Sunday, 1 December 2013

Specsavers are rubbish


Specsavers...

...can go and do one.

Eurostar Bruges syndrome:

This is where you start off willing to pay about £300 - £400 to get to Bruges and back, then this happens:

  1. Loads of mouse clicks and waits of various durations later, it appears that you can get a Bruges return for about £125.
  2. More clicking and waiting reveals that for £125, you arrive at nine in the evening and the return leaves at seven the next morning. That is, for the £125, all you're doing is going to sleep somewhere different for a night.
  3. Slowly, you start the process of creeping the departure time forwards to something more sensible, and to push the departure back to something more sensible.
  4. As you do so, the price slowly ticks up, like a taxi meter just with more noughts on the end.
  5. Eventually, two things happen:
  6. You end up right slap bang in the middle of the original budget at around £350.
  7. Because of the tortuous route to your starting point, and the underhand way you've got there, something in the human brain (or my human brain, anyway) says “b*ll*cks to this” and you decide to ditch the whole Eurostar / Bruges idea and go somewhere else instead.

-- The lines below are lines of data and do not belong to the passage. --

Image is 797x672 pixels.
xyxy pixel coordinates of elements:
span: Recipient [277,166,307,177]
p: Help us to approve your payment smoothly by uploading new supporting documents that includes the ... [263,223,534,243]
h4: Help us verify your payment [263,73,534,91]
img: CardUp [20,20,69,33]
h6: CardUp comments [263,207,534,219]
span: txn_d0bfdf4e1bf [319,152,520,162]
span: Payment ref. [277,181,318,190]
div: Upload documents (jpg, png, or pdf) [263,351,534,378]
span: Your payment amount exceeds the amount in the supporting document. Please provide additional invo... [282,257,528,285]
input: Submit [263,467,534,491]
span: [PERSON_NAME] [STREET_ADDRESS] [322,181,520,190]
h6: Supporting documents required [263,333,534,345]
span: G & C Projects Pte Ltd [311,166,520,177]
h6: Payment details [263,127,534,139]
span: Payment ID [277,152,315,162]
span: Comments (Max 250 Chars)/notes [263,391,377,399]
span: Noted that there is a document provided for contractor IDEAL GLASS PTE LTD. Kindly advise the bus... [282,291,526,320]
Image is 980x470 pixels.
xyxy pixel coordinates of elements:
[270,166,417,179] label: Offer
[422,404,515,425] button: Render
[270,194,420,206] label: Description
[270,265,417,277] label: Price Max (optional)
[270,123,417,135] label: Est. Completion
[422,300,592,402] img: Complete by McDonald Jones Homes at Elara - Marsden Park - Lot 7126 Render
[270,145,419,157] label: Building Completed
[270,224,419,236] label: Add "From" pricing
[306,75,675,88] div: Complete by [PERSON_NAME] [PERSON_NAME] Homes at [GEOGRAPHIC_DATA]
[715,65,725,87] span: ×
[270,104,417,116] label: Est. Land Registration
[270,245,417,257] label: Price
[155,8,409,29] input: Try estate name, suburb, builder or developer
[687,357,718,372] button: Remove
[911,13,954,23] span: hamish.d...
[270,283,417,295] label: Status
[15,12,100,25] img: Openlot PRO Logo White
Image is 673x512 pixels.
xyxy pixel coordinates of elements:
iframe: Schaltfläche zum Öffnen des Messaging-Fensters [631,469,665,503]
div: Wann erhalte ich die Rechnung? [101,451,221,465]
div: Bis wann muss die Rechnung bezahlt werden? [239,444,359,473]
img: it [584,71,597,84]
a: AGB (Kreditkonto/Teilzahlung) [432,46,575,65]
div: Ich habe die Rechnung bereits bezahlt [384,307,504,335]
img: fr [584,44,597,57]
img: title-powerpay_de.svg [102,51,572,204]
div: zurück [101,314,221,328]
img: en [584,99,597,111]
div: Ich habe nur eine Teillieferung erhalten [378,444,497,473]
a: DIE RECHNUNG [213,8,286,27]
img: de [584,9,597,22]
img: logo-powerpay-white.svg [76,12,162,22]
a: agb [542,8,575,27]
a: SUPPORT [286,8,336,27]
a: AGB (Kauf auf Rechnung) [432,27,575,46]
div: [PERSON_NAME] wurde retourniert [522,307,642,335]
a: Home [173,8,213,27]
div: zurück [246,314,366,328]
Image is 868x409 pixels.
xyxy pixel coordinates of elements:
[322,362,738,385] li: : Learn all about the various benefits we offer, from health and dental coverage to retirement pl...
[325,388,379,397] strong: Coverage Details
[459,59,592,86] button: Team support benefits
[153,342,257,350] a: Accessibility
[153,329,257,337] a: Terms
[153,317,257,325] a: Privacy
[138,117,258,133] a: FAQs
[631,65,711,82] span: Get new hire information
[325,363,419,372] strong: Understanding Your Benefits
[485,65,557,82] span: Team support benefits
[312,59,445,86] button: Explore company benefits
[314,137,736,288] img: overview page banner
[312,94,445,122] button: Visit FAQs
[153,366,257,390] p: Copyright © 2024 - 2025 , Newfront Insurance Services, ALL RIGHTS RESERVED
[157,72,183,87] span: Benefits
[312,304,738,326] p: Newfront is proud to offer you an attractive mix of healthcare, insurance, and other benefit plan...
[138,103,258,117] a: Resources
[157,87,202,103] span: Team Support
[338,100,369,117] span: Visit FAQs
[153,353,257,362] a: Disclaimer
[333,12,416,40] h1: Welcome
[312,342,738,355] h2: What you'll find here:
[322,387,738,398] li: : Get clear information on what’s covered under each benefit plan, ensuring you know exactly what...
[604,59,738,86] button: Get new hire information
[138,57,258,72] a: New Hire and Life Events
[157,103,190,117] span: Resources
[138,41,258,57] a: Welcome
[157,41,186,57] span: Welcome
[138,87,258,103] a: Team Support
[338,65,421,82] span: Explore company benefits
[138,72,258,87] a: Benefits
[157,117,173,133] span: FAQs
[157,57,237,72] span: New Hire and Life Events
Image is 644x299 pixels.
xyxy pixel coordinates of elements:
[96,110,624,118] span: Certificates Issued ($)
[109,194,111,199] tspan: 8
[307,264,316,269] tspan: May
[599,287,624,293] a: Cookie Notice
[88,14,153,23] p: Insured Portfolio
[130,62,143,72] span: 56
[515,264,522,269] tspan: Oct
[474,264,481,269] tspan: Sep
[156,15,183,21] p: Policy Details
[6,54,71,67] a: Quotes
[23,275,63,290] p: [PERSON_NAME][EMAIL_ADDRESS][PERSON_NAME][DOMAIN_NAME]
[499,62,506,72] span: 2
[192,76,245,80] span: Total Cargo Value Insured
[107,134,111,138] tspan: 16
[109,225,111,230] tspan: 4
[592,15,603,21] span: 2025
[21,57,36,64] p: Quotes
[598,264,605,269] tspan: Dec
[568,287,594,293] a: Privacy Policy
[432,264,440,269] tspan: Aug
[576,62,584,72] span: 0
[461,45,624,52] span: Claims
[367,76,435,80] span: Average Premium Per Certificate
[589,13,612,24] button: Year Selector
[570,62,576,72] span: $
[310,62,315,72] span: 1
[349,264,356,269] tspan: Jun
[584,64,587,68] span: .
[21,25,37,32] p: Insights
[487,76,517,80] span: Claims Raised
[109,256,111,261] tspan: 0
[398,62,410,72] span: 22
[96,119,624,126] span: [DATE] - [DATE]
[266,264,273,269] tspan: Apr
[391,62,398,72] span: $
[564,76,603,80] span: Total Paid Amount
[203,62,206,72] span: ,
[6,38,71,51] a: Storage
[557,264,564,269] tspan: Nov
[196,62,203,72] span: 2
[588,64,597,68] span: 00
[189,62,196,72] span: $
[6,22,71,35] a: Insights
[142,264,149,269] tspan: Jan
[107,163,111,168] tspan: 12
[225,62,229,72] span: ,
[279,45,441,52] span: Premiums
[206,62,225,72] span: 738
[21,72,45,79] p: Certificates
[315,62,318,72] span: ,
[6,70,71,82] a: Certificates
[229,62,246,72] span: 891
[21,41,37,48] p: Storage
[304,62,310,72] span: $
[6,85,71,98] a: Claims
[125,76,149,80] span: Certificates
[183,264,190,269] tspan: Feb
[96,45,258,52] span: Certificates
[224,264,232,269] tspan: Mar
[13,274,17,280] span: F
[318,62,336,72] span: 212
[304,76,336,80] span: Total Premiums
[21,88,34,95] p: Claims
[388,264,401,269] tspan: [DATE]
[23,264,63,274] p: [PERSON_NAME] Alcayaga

Specsavers is the same. You walk in with a voucher, walk out fleeced.

That was pretty much as expected, but there've been two wasted trips to the branch since, and now that “b*ll*cks” thing's going off in my brain, again.

The first wasted trip went something like this (and I have a huge dislike of being quizzed as if I'm in the dock or something):

“I'm here to collect my second pair of glasses”

“They're not here, did you order them?”

“Yes about three weeks ago, over the telephone”

“Exactly when did you phone?”

“As I've just said, about three weeks ago. I don't know exactly when. Is that critical?”

“Who did you speak to?”

“I still don't know, because I didn't anticipate whoever it was failing to place the order”

And so on.

Now, it appears that:

“You are entitled to a second pair at no extra cost, and they can be reactolight if you'd like”

Means:

“You're entitled to a second pair, and you can have them reactolight, at an additional £50”

Contractually, frustrating the “at no extra cost” clause out of existence.

Hence Specsavers and I are now at the “b*ll*cks” to this stage, and I'm looking to return the pair I have and get my money back, and going back to the off-the-Tescos-shelf-reading-glasses method I was using before.

Five minutes ago I had 20-20 vison.

Now my next prescription will be for a white stick and a labrador.